Breast cancer study aims to speed drugs, cooperation

Researchers launched a unique collaboration aimed at getting cancer drugs to the market more quickly on Wednesday - one in which three companies will cooperate with government and non-profit groups to test five experimental breast cancer drugs.

The study, called Investigation of Serial Studies to Predict Your Therapeutic Response with Imaging and Molecular Analysis, or I-SPY2, will aim to use DNA to match the best drug to each individual patient, and to more quickly toss out approaches that do not work or that are too toxic.

The launch of the $26 million, five-year experiment will be announced at 9 a.m. EDT (1300 GMT) in Washington at http://www.visualwebcaster.com/I-SPY2-Launch.

Unusually, the companies agreed to share information on using genes to predict how well a patient will respond as part of the Biomarkers Consortium, which includes the U.S. Food and Drug Administration and the National Institutes of Health.

“I think it is the theme for the future of research,” Anna Barker, deputy director of the National Cancer Institute, said in a telephone interview.

“I-SPY 2 will provide a path to personalized medicine,” said Dr. Laura Esserman, a breast cancer surgeon at the University of California San Francisco who will help lead the clinical trials.

The trial will match patients to one of five experimental drugs:

- ABT-888 or veliparib, being developed by Abbott Laboratories. The pill is a PARP inhibitor, which blocks a cell repair enzyme used by cancer cells.

- AMG 655 or conatumumab, a targeted drug being developed by Amgen. It is an APO/TRAIL inhibitor that causes cancer cells to self-destruct.

- Amgen’s AMG 386, an angiogenesis inhibitor that stops tumors from growing blood vessels to nourish themselves.

- CP-751,871 or figitumumab, being developed by Pfizer Inc. to target the insulin growth factor receptor or IGFR.

- Pfizer’s HKI-272 or neratinib, another targeted therapy called a Pan ErbB inhibitor that targets several related receptors used by cancer cells.

EARLY TREATMENT

“It is the best combination I have seen of state-of-the art biomarkers and state-of-the-art drugs that enable us to put drugs into patients and start evaluating them on a faster basis,” Barker said.

“It’ll speed up the whole process.”

Patients at 20 cancer centers will be tested right after they get tiny samples of tissue taken called biopsies. Before they ever get surgery, they will be treated with one of the drugs to see if this helps prevent tumor spread.

Up to 12 different cancer drugs will be tested. Unusually, the group has FDA approval to drop and add drugs throughout the course of the trial without having to stop the trial to write a whole new protocol.

Safeway Inc. is paying for a large part of experiment. Johnson & Johnson, Roche AG subsidiary Genentech and Eli Lilly and Co. will also provide funding.

“This approach could apply to other diseases and other cancer,” said Barker.

UCSF Chancellor Dr. Sue Desmond-Hellmann said the approach could save the U.S. healthcare system money.

“It has the opportunity to make clinical trials more efficient so we will spend less to develop new remedies,” Desmond-Hellmann, a former drug company executive, said in a telephone interview.

“I predict that companies will be watching this.”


**What you should do**
Your response should contain every line from the data below that holds the string "text".
----------------
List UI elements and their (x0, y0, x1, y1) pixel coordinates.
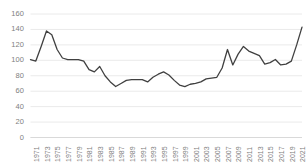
x-axis-tick-label: 1975 (54, 146, 61, 162)
x-axis-tick-label: 1977 (65, 146, 72, 162)
x-axis-tick-label: 1979 (76, 146, 83, 162)
x-axis-tick-label: 2007 (225, 146, 232, 162)
x-axis-tick-label: 2015 (267, 146, 274, 162)
x-axis-tick-label: 2001 (193, 146, 200, 162)
x-axis-tick-label: 2005 (214, 146, 221, 162)
data-series-line (31, 27, 303, 86)
y-axis-tick-label: 100 (2, 56, 24, 64)
x-axis-tick-label: 1987 (118, 146, 125, 162)
gridlines-group (31, 14, 303, 138)
y-axis-tick-label: 60 (2, 87, 24, 95)
x-axis-tick-label: 2021 (299, 146, 306, 162)
line-chart: 020406080100120140160 197119731975197719… (0, 0, 307, 166)
x-axis-tick-label: 1983 (97, 146, 104, 162)
y-axis-tick-label: 0 (2, 134, 24, 142)
x-axis-tick-label: 2003 (203, 146, 210, 162)
x-axis-tick-label: 2017 (278, 146, 285, 162)
chart-svg (0, 0, 307, 166)
x-axis-tick-label: 2019 (289, 146, 296, 162)
x-axis-tick-label: 1993 (150, 146, 157, 162)
x-axis-tick-label: 1985 (108, 146, 115, 162)
x-axis-tick-label: 2013 (257, 146, 264, 162)
x-axis-tick-label: 1973 (44, 146, 51, 162)
x-axis-tick-label: 1991 (140, 146, 147, 162)
x-axis-tick-label: 1997 (172, 146, 179, 162)
y-axis-tick-label: 120 (2, 41, 24, 49)
x-axis-tick-label: 1971 (33, 146, 40, 162)
y-axis-tick-label: 80 (2, 72, 24, 80)
y-axis-tick-label: 40 (2, 103, 24, 111)
y-axis-tick-label: 160 (2, 10, 24, 18)
x-axis-tick-label: 1981 (86, 146, 93, 162)
x-axis-tick-label: 1995 (161, 146, 168, 162)
y-axis-tick-label: 20 (2, 118, 24, 126)
x-axis-tick-label: 1989 (129, 146, 136, 162)
chart-canvas (0, 0, 307, 166)
x-axis-tick-label: 2009 (235, 146, 242, 162)
x-axis-tick-label: 2011 (246, 146, 253, 161)
x-axis-tick-label: 1999 (182, 146, 189, 162)
y-axis-tick-label: 140 (2, 25, 24, 33)
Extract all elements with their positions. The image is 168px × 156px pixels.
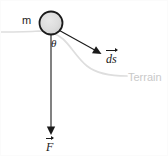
ds-vector-label: ds (106, 50, 117, 67)
terrain-label: Terrain (128, 72, 162, 83)
angle-theta-label: θ (51, 38, 56, 49)
ds-vector-text: ds (106, 52, 117, 66)
ds-vector-arrow-bar-icon (106, 50, 117, 51)
force-vector-label: F (46, 138, 53, 155)
mass-label: m (22, 15, 31, 26)
force-vector-text: F (46, 140, 53, 154)
force-vector-arrow-bar-icon (46, 138, 53, 139)
mass-ball (40, 12, 63, 35)
physics-diagram: m θ Terrain ds F (0, 0, 168, 156)
ds-arrowhead (92, 46, 102, 54)
force-arrowhead (47, 127, 55, 136)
----------------
**Response box**
ds-vector-text: ds (106, 52, 117, 66)
force-vector-text: F (46, 140, 53, 154)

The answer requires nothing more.